Welcome to this week’s 1-2-1 newsletter. A small pause to recharge, rethink, and reconnect.
Inside you’ll find one ideas I’m sitting with, two voices I’m learning from, and one tiny step you can take to feel more like yourself this week.
This week, I caught myself getting frustrated over something small.
Not because it went wrong.
But because it didn’t go the way I expected.
It made me realize how often I’m not reacting to reality, but to my expectations of it.
Personal Insight
Many of my frustrations come from trying to control things that were never mine to control.
I get some information and expect a specific outcome.
I plan. I prepare. I organize.
Then it doesn’t go how I thought it would.
Damn.
Have you ever felt that?
You try to organize something thoughtful and it falls flat.
You prepare something special and it goes unnoticed.
You think your finances are dialed in, then something breaks.
You put effort into dinner and it just… doesn’t land.
None of these are catastrophic.
But they add up.
And the common thread isn’t the event.
It’s the expectation.
To be clear, some things in life are genuinely hard.
Loss, illness, betrayal, things that shake you.
This isn’t about pretending those don’t matter.
It’s about noticing how often our day-to-day frustration comes from something much smaller:
The gap between what we expected and what actually happened.
I recently heard the question:
“What would you do if you knew you would fail?”
In other words, what would still be worth doing without recognition or outcome?
I realized a lot of what I was doing wouldn’t pass that test.
Some things are still enjoyable on their own.
But many only feel good when the outcome matches the expectation.
And that’s where things start to slip.
Expectations can be sneaky like that.
2 Voices I’m Learning From
1.
You have power over your mind, not outside events. Realize this, and you will find strength. — Marcus Aurelius
Expectations live in my own head.
That means they’re something I can notice, question, and adjust.
When I catch them early, I have options.
When I don’t, they tend to run the show.
2.
Pain is certain, suffering is optional. — The Buddha
Life will always have moments that don’t go our way.
That part isn’t optional.
But how tightly we hold onto how things should have gone?
That’s where a lot of the extra friction comes from.
The more I pay attention to this, the more I see:
It’s not just what I try to control.
It’s what I say yes to.
What I quietly expect in return.
What I assume will work out.
That’s where things start to get messy.
1 REFLECTION / ACTION
Pick one thing today that’s been bothering you.
Ask yourself two questions:
What part of this is actually in my control?
What part am I trying to control that isn’t?
Then shift your effort.
Act fully on what’s yours.
Loosen your grip on what isn’t.
If this resonated, share it with someone who might need it.
Thanks for being here.
Jack
P.S. I’ve been thinking a lot about pressure and freedom lately.
I recently published a short essay called The Freedom Paradox.
It goes deeper into some of what I’ve been working through.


* _EXERCISE AIM_: Filter the entries below, keeping only lines with the word "変り長編み".

* _MATERIALS PROVIDED_:
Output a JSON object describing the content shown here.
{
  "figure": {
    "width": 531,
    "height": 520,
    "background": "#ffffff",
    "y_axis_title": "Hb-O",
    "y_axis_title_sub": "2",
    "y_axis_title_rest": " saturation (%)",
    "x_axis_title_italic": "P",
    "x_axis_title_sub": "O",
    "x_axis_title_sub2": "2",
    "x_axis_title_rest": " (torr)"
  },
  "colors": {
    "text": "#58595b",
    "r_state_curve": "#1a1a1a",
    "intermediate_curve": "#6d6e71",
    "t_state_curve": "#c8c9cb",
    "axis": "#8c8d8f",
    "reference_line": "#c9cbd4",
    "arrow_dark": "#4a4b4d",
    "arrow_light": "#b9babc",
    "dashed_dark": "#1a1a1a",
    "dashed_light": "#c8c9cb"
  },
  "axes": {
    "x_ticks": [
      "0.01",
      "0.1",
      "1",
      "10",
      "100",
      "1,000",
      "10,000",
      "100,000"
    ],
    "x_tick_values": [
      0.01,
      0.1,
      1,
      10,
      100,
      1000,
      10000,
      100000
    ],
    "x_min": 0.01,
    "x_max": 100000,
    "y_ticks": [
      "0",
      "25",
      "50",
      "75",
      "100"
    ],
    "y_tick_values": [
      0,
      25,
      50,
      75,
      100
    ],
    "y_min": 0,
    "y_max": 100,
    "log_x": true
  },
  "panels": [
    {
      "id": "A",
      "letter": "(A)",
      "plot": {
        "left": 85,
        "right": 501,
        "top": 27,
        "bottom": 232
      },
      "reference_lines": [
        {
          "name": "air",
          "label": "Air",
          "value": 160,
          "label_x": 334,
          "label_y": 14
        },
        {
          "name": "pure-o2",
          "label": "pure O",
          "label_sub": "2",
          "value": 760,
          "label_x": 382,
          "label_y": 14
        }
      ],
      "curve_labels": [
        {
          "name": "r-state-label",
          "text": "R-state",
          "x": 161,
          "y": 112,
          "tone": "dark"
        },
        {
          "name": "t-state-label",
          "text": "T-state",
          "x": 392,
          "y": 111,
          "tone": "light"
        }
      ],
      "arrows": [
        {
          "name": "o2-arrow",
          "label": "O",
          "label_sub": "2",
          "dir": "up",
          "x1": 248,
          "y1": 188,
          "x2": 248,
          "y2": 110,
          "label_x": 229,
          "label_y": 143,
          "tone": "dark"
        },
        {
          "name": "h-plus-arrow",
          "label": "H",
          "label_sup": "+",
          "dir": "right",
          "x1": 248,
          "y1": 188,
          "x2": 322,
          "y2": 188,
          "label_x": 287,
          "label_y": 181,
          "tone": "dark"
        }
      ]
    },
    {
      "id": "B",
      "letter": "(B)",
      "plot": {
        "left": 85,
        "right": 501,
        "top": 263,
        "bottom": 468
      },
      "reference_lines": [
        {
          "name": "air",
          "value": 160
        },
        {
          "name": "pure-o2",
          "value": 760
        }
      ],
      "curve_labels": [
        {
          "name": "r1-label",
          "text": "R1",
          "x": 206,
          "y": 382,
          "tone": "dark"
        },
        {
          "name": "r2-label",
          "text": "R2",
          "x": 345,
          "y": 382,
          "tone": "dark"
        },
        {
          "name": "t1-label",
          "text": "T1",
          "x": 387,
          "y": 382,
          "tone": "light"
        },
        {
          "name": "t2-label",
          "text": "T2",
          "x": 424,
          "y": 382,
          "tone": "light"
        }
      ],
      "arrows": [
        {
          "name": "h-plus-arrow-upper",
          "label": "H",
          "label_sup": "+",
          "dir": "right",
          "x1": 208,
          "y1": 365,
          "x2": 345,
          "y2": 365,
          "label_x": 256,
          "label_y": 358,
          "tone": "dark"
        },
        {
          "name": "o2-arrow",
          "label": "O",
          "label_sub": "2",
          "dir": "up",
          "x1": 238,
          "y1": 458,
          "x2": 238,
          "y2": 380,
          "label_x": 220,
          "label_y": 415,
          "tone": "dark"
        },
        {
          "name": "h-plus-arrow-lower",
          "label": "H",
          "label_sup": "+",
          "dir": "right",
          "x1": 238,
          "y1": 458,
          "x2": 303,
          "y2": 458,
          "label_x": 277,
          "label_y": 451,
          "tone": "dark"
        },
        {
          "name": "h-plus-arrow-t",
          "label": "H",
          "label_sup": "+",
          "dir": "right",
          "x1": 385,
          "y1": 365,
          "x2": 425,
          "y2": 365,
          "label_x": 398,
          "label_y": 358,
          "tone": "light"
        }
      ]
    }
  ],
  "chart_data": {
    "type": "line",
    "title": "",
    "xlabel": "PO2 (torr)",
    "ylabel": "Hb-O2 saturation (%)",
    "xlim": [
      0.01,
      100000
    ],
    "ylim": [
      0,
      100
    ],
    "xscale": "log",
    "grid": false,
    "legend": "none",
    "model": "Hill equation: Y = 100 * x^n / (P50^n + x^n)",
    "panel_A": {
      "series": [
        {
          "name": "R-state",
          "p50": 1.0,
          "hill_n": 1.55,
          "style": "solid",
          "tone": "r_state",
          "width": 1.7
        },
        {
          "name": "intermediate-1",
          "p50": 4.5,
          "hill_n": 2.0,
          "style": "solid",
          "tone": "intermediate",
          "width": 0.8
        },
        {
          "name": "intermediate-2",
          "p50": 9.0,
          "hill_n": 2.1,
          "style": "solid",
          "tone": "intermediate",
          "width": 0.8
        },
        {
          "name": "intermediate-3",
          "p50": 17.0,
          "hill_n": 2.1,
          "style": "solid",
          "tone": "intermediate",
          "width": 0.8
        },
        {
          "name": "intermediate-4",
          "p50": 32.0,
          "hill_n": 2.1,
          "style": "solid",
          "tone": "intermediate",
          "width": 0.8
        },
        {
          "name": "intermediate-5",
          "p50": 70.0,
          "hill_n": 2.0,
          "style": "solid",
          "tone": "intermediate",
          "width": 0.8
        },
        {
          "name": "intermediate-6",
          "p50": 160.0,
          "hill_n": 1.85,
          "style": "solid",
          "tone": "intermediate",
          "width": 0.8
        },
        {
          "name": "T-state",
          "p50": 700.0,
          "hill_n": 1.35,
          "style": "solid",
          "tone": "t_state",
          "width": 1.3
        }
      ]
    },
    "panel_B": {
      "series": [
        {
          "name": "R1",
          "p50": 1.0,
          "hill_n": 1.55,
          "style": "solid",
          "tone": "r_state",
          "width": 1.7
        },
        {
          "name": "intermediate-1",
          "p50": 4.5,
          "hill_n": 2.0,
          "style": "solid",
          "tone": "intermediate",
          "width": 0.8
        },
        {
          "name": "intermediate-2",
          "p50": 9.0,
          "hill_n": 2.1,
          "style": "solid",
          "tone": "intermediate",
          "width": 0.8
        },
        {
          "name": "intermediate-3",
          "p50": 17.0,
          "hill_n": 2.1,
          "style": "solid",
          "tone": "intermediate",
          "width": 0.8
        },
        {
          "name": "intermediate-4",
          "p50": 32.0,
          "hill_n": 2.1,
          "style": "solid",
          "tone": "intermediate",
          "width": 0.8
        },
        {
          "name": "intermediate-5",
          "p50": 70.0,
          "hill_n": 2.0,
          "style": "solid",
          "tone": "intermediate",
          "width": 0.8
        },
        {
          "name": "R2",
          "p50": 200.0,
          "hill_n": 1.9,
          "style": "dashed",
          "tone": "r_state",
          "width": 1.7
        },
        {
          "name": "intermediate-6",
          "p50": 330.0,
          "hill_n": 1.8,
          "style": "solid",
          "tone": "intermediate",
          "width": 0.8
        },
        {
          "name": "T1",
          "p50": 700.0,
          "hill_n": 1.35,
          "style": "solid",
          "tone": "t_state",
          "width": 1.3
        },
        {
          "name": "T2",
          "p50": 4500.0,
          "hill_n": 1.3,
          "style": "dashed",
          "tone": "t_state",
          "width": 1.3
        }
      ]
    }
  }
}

--

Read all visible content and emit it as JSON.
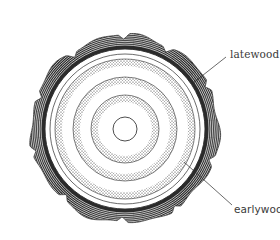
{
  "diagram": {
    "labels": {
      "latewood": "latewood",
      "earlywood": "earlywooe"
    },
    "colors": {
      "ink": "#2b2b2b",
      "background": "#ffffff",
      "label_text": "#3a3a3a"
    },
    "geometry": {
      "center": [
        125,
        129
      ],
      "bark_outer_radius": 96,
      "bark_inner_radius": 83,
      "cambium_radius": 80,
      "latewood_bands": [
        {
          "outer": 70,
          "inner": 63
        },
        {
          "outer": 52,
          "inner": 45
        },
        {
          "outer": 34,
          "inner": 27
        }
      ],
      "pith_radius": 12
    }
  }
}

==

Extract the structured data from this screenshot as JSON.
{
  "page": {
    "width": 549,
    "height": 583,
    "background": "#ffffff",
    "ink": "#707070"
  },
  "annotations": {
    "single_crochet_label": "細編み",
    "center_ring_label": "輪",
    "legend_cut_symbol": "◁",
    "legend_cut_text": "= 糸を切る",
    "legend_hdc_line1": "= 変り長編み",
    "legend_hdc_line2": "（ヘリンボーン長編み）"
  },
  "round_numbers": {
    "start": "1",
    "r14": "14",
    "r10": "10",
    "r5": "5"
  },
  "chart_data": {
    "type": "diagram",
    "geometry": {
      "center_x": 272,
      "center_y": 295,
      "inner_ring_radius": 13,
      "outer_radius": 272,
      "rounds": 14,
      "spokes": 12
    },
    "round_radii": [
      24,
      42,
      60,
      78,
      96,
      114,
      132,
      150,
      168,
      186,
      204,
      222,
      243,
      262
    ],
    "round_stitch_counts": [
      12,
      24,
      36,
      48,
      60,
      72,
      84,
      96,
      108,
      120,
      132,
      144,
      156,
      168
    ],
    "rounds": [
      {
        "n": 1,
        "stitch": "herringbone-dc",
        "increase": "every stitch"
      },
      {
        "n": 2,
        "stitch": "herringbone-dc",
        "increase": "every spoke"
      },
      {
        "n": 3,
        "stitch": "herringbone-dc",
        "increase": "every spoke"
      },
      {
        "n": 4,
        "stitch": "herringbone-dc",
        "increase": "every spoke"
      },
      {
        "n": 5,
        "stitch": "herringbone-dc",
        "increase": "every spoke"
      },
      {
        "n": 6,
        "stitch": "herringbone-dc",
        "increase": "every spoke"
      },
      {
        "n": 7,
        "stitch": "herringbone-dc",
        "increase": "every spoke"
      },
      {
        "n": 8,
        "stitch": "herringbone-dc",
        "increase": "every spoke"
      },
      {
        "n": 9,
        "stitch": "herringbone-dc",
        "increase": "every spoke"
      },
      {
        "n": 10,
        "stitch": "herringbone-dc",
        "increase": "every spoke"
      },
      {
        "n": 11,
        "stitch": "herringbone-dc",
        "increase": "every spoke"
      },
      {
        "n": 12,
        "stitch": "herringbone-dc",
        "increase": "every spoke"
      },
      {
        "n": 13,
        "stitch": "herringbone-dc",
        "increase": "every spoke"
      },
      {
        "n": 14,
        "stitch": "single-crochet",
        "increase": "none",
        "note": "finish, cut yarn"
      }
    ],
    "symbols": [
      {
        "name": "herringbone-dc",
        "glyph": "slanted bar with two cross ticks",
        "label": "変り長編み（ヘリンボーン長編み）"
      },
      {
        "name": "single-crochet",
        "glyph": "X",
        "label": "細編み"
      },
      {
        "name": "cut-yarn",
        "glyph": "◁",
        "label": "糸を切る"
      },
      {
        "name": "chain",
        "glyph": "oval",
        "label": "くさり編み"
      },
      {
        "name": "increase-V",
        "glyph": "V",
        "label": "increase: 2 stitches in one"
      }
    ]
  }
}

* _ANSWER BELOW_:
    "legend_hdc_line1": "= 変り長編み",
        "label": "変り長編み（ヘリンボーン長編み）"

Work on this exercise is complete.